NIU scientists have acquired a new high-performance computer cluster that will exponentially ramp up on-campus capabilities to sort and analyze large quantities of research data.
The hybrid GPU/CPU supercomputer has a capacity of more than 30 teraflops, meaning it can do more than 30 trillion calculations per second. It is expected to usher in a new era of high performance computing at NIU, opening up opportunities for faculty researchers in a wide of array disciplines and for students interested in supercomputing.
“This provides a quantum leap in computing power for NIU,” said Department of Computer Science Chair Nicholas Karonis, who led a team of scientists in acquiring the cluster. “I think it’s going to be a game-changer for our university.”
In terms of speed, memory and storage capacity, the computer cluster would likely rank among the top 600 supercomputers worldwide, Karonis said. It was powered up this month and is currently undergoing testing.
“The term supercomputer is loosely defined,” Karonis said. “Our cluster is not of the magnitude of supercomputers used at federal labs such as Argonne National Laboratory, but it will achieve high-performance computing.
“The NIU cluster also will open new doors for students interested in supercomputing and for faculty researchers who need to crunch very large amounts of data.”
The supercomputer initiative grew out of a medical-imaging project led by John Lewis of the Northern Illinois Proton Treatment and Research Center. That project aims to advance Proton Computed Tomography, or pCT, which uses proton beams to produce medical images for proton therapy, a precise form of radiation treatment for cancer.
NIU physicists are designing and building a detector for the project, while NIU computer scientists are developing software needed to convert the enormous amounts of data collected by the detector into medical images.
“As we were working to develop pCT capability, we realized one of the problems was the time it takes to reconstruct an image,” Lewis said. “This computer system will speed up image reproduction, from four or five hours to minutes. Our hope is to have all of the equipment for this project ready for testing in about eight months.”
The cost of the computer cluster was about $843,000, with most of the funding coming from the proton-imaging project. Physics Professor Emeritus Clyde Kimball also contributed a portion of the funding he received for nanotechnology-related research that also requires high-performance computing.
By combining resources, “we went from a computer that would have been revolutionary for NIU to something even bigger, better and more powerful,” Kimball said.

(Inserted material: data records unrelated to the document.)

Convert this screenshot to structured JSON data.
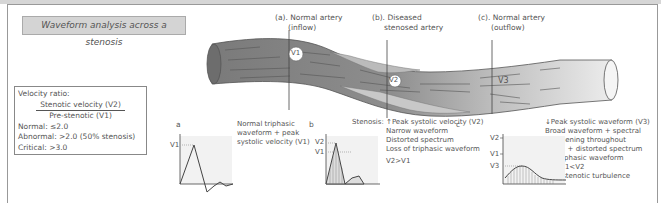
{
  "title": "Waveform analysis across a stenosis",
  "sections": {
    "a": {
      "heading": "(a). Normal artery",
      "sub": "(inflow)"
    },
    "b": {
      "heading": "(b). Diseased",
      "sub": "stenosed artery"
    },
    "c": {
      "heading": "(c). Normal artery",
      "sub": "(outflow)"
    }
  },
  "velocity_markers": [
    "V1",
    "V2",
    "V3"
  ],
  "ratio_box": {
    "title": "Velocity ratio:",
    "numerator": "Stenotic velocity (V2)",
    "denominator": "Pre-stenotic (V1)",
    "normal": "Normal: ≤2.0",
    "abnormal": "Abnormal: >2.0 (50% stenosis)",
    "critical": "Critical: >3.0"
  },
  "panels": {
    "a": {
      "letter": "a",
      "description": [
        "Normal triphasic",
        "waveform + peak",
        "systolic velocity (V1)"
      ],
      "axis_labels": [
        "V1"
      ]
    },
    "b": {
      "letter": "b",
      "description": [
        "Stenosis: ↑Peak systolic velocity (V2)",
        "Narrow waveform",
        "Distorted spectrum",
        "Loss of triphasic waveform",
        "V2>V1"
      ],
      "axis_labels": [
        "V2",
        "V1"
      ]
    },
    "c": {
      "letter": "c",
      "description": [
        "↓Peak systolic waveform (V3)",
        "Broad waveform + spectral",
        "broadening throughout",
        "cycle, + distorted spectrum",
        "Monophasic waveform",
        "V3<V1<V2",
        "Post-stenotic turbulence"
      ],
      "axis_labels": [
        "V2",
        "V1",
        "V3"
      ]
    }
  }
}
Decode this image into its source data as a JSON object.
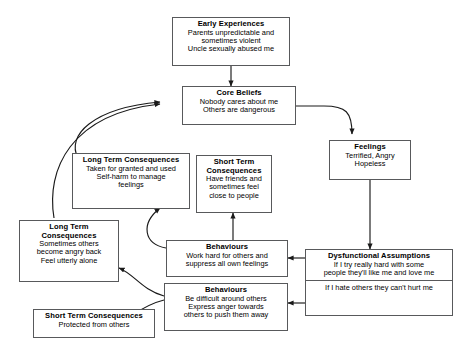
{
  "diagram": {
    "type": "flowchart",
    "line_color": "#58595b",
    "text_color": "#000000",
    "background": "#ffffff",
    "nodes": [
      {
        "id": "early-experiences",
        "title": "Early Experiences",
        "lines": [
          "Parents unpredictable and",
          "sometimes violent",
          "Uncle sexually abused me"
        ]
      },
      {
        "id": "core-beliefs",
        "title": "Core Beliefs",
        "lines": [
          "Nobody cares about me",
          "Others are dangerous"
        ]
      },
      {
        "id": "feelings",
        "title": "Feelings",
        "lines": [
          "Terrified, Angry",
          "Hopeless"
        ]
      },
      {
        "id": "long-term-consequences-upper",
        "title": "Long Term Consequences",
        "lines": [
          "Taken for granted and used",
          "Self-harm to manage",
          "feelings"
        ]
      },
      {
        "id": "short-term-consequences-upper",
        "title": "Short Term",
        "title2": "Consequences",
        "lines": [
          "Have friends and",
          "sometimes feel",
          "close to people"
        ]
      },
      {
        "id": "long-term-consequences-lower",
        "title": "Long Term",
        "title2": "Consequences",
        "lines": [
          "Sometimes others",
          "become angry back",
          "Feel utterly alone"
        ]
      },
      {
        "id": "behaviours-upper",
        "title": "Behaviours",
        "lines": [
          "Work hard for others and",
          "suppress all own feelings"
        ]
      },
      {
        "id": "dysfunctional-assumptions",
        "title": "Dysfunctional Assumptions",
        "lines": [
          "If I try really hard with some",
          "people they'll like me and love me"
        ],
        "lines2": [
          "If I hate others they can't hurt me"
        ]
      },
      {
        "id": "behaviours-lower",
        "title": "Behaviours",
        "lines": [
          "Be difficult around others",
          "Express anger towards",
          "others to push them away"
        ]
      },
      {
        "id": "short-term-consequences-lower",
        "title": "Short Term Consequences",
        "lines": [
          "Protected from others"
        ]
      }
    ],
    "edges": [
      {
        "from": "early-experiences",
        "to": "core-beliefs"
      },
      {
        "from": "core-beliefs",
        "to": "feelings"
      },
      {
        "from": "feelings",
        "to": "dysfunctional-assumptions"
      },
      {
        "from": "dysfunctional-assumptions",
        "to": "behaviours-upper"
      },
      {
        "from": "dysfunctional-assumptions",
        "to": "behaviours-lower"
      },
      {
        "from": "behaviours-upper",
        "to": "short-term-consequences-upper"
      },
      {
        "from": "behaviours-upper",
        "to": "long-term-consequences-upper"
      },
      {
        "from": "behaviours-lower",
        "to": "long-term-consequences-lower"
      },
      {
        "from": "behaviours-lower",
        "to": "short-term-consequences-lower"
      },
      {
        "from": "long-term-consequences-upper",
        "to": "core-beliefs"
      },
      {
        "from": "long-term-consequences-lower",
        "to": "core-beliefs"
      }
    ]
  }
}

“It was really Clyde as much as anyone else who came up with this vision of building a computing resource for the entire campus,” Karonis added. He and Kimball have dubbed the cluster “Gaea” (pronounced GUY-uh), for the mythological Greek goddess who was the mother of all.
“We wanted something emblematic of origins or beginnings,” Karonis said.
The supercomputing initiative also included assistance from Argonne National Laboratory scientists and NIU Information Technology Services, the College of Liberal Arts and Sciences and the Division of Research and Graduate Studies.
“This is a wonderful tool that will enable faculty to answer problems that seem intractable now,” said NIU Vice President for Research Lisa Freeman, who helped facilitate collaboration across campus on the project. “We also expect this incredible resource to help NIU attract new research faculty and students.”
While the Proton Computed Tomography project will have priority use of the computer, Freeman said she foresees the tool as being an invaluable resource for faculty researchers in areas ranging from physics, chemistry and biology to geography, economics, engineering and finance.
“Because computing has applications in many fields, this also is going to give students a much broader view of science and technology and better prepare them for work at universities and in industry,” Freeman said.
Users will be able to access the high-performance computer remotely. The cluster consists of 60 nodes, each of which could be likened to a high-end desktop computer, connected by a specialized high-speed network. It also boasts large disk-storage capacity – about 300 times more than would be found in an average computer.
The cluster’s use of both Central Processing Units (CPUs) and Graphics Processing Units (GPUs) is an important feature. Working in tandem, they pack a powerful computational punch.
Popularly associated with video gaming, GPUs are mass produced and relatively inexpensive. Within the last decade, computer scientists have begun tapping into the remarkable power of GPUs for imaging and for many types of mathematical computation. Hybrid CPU/GPU supercomputers provide a relatively low-cost means to achieving high performance.
The use of the hybrid technology comes with a learning curve, however, for both faculty and students. Karonis envisions a small team of students eventually operating the supercomputing equipment and assisting campus researchers in harnessing the cluster’s power. Already a number of graduate students are beginning to learn the programming.
“This is going to have an impact on our curriculum in computer science, no doubt about it,” Karonis said. “The type of computing performed on this cluster requires knowledge in such areas as parallel and distributed processing, message passaging and GPU programming. These are all new things that are going to hit the computer science department.”